Any parties interested in Burma should maintain close ties with Burma’s government leaders and opposition groups alike. Representatives of foreign governments in Burma should talk to generals, democratic activists, and politicians. If they are not familiar with the perspectives of all sides, how will they assist us in finding a mutually acceptable solution to Burma’s problems? The head of a Western diplomatic mission in Rangoon recently returned home after a three-year stay in Burma. Not once did he meet with members of the democratic movement face to face.
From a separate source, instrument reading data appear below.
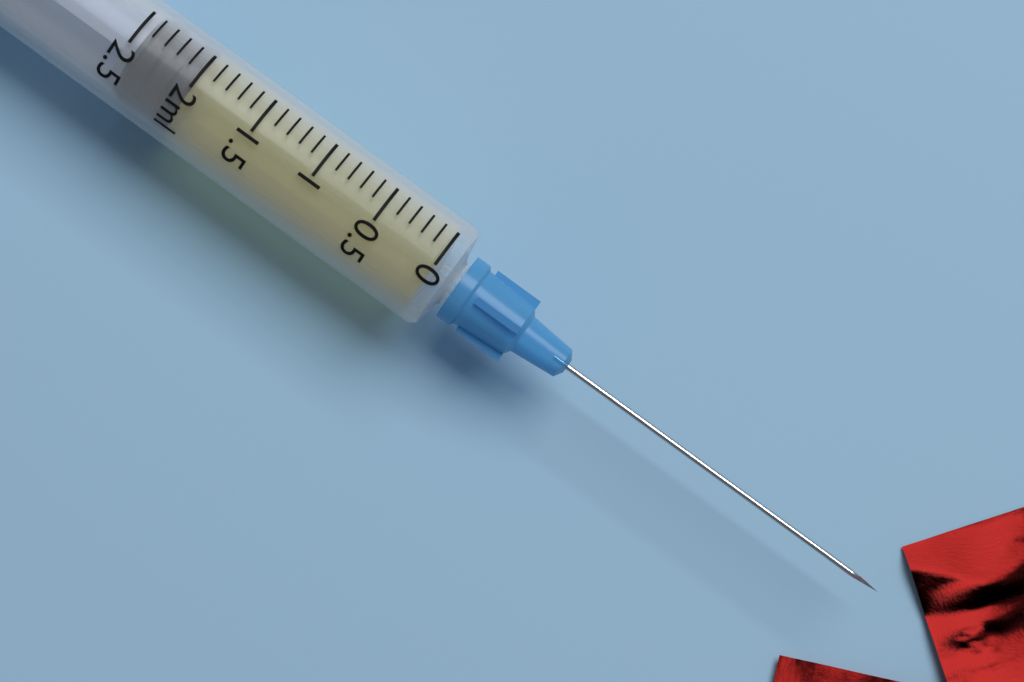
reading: 2.0 ml
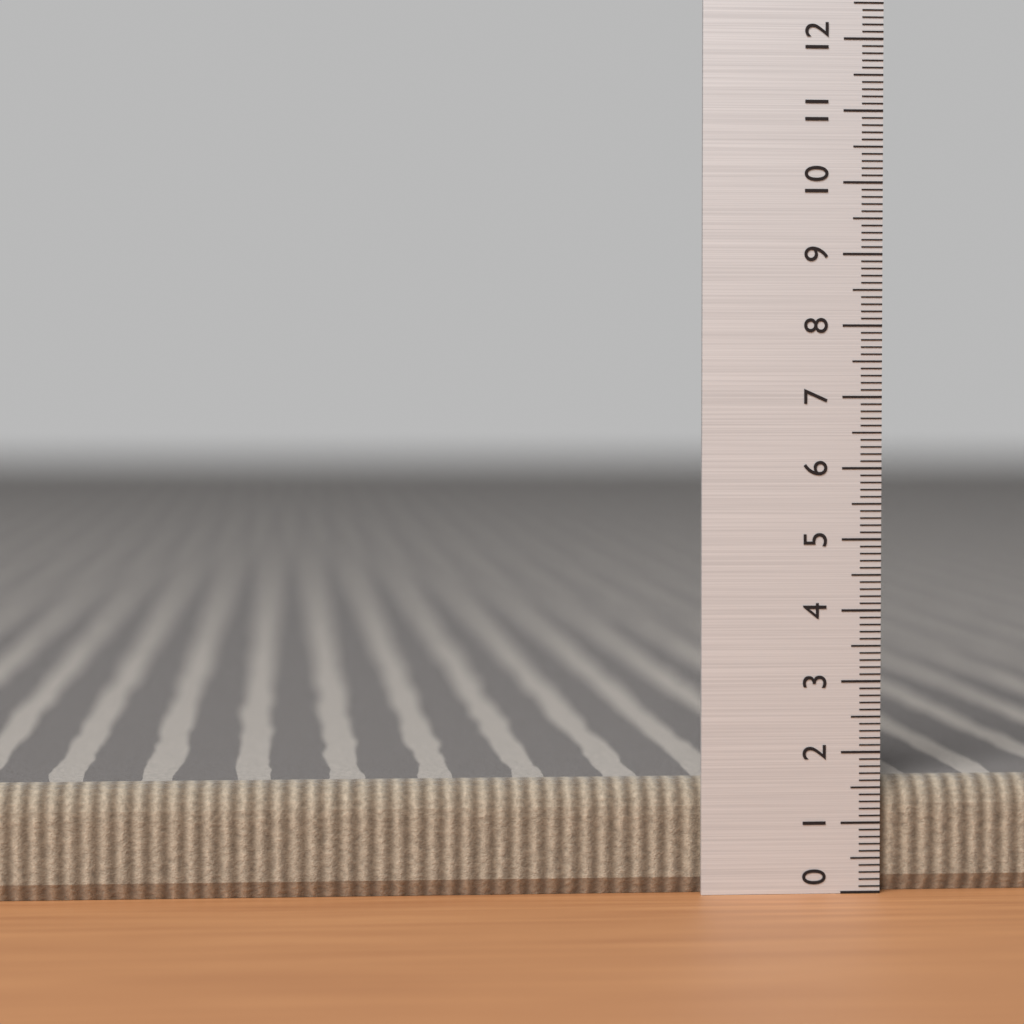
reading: 1.6 (no unit)
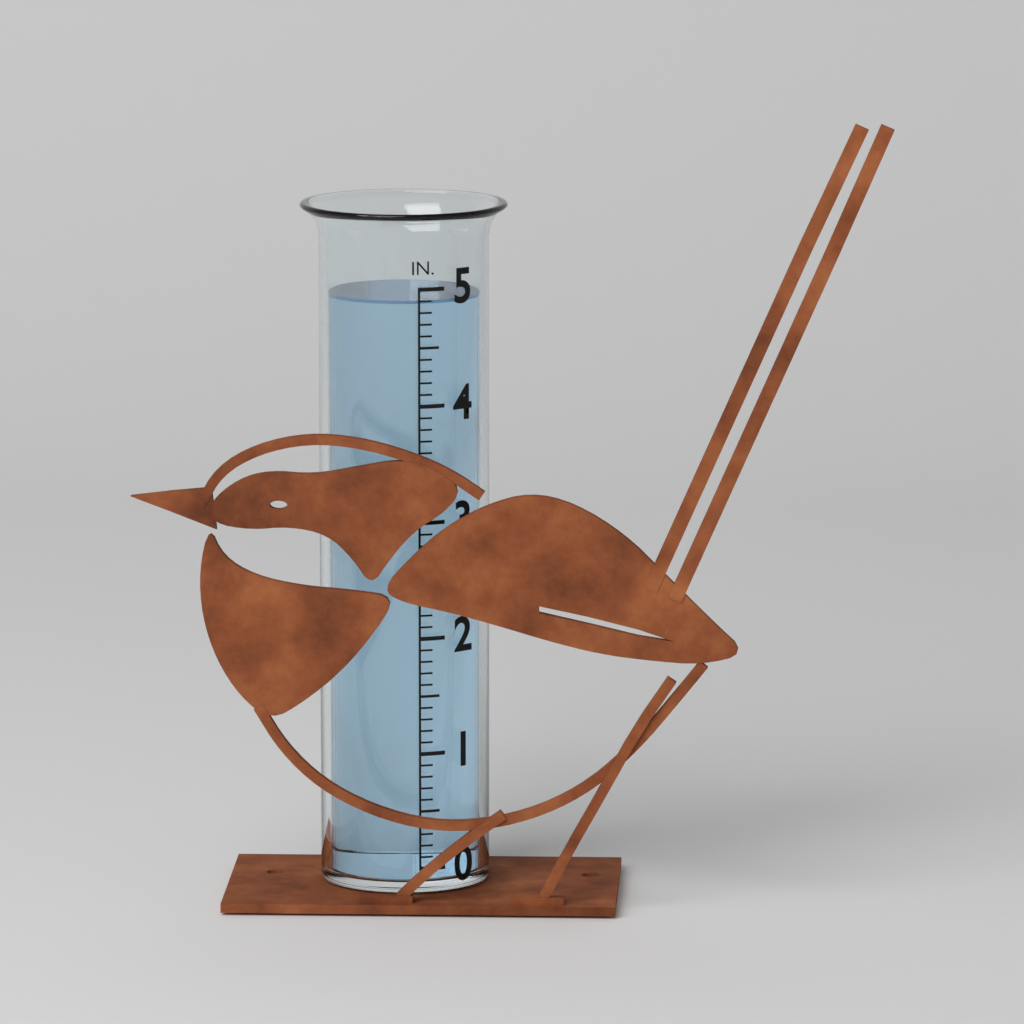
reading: 4.9 in
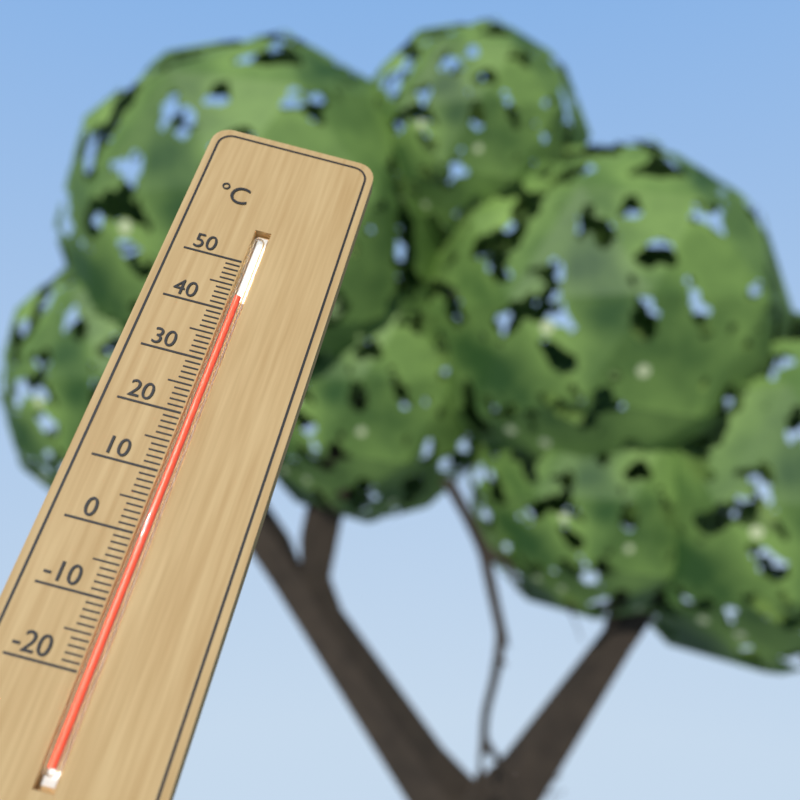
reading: 43 °C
Many representatives from Association of Southeast Asian Nations countries have made no effort to contact us either. Why? They have no interest in what we want for our people? They do not want to know what kind of relationships—immediate and future—we want to establish between their countries and ours?
The international community needs a wake up call, if we're going to come up with an effective strategy to help Burma, we're not going to do it without the help of Burmese democratic leaders. Sitting around and telling the SPDC to start talking to the opposition is just empty rhetoric, when we ourselves aren't even engaging the democratic leaders in a constructive dialogue. But then, those countries who are supporting the 'constructive engagement', and who are in the best position to bring about change, benefit just as much from having the SPDC in power. Thailand might not like the refugees, or the drugs flowing across its borders, but Thaksin certianly likes the power and profit he's getting from the hydroelectric dams and oil pipelines.
Most directives for change from the outside are aimed at the generals, and rely on their compliance for any benefit. These are people who have by all rights committed crimes against humanity, and we are relying on them to listen to us? We're the ones who need to start listening, and not to the SPDC.
The international community has built up a list of symbolic gestures the generals can make, namely, releasing Aung San Suu Kyi, and ending the armed conflicts in the ethnic states. The SPDC has signed cease-fire agreements with all but a handful of the armed struggle groups. They did so by buying off the leaders with the rights to produce opium and heroin without penalty, and to tax the locals. Arguably, peace under the SPDC is no better than life under a civil war. And yet, without understanding the situation in the ethnic states, their relationship to Burma, and their own sense of identity, outsiders would casually deny them the right of armed struggle as a legitimate tool of the oppressed. The SPDC can easily manipulate this situation to earn brownie points. Its the same with Aung San Suu Kyi - if they ever release here, it will probably be done after their sham constitution has guaranteed them some right to power and her release will be a political gesture to win points without actually posing a threat to them. If we would actually engage the resistance leaders in a constructive dialogue, then maybe the international community and ASEAN's efforts wouldn't be so disjointed. And the SPDC might not be able to play their games so easily.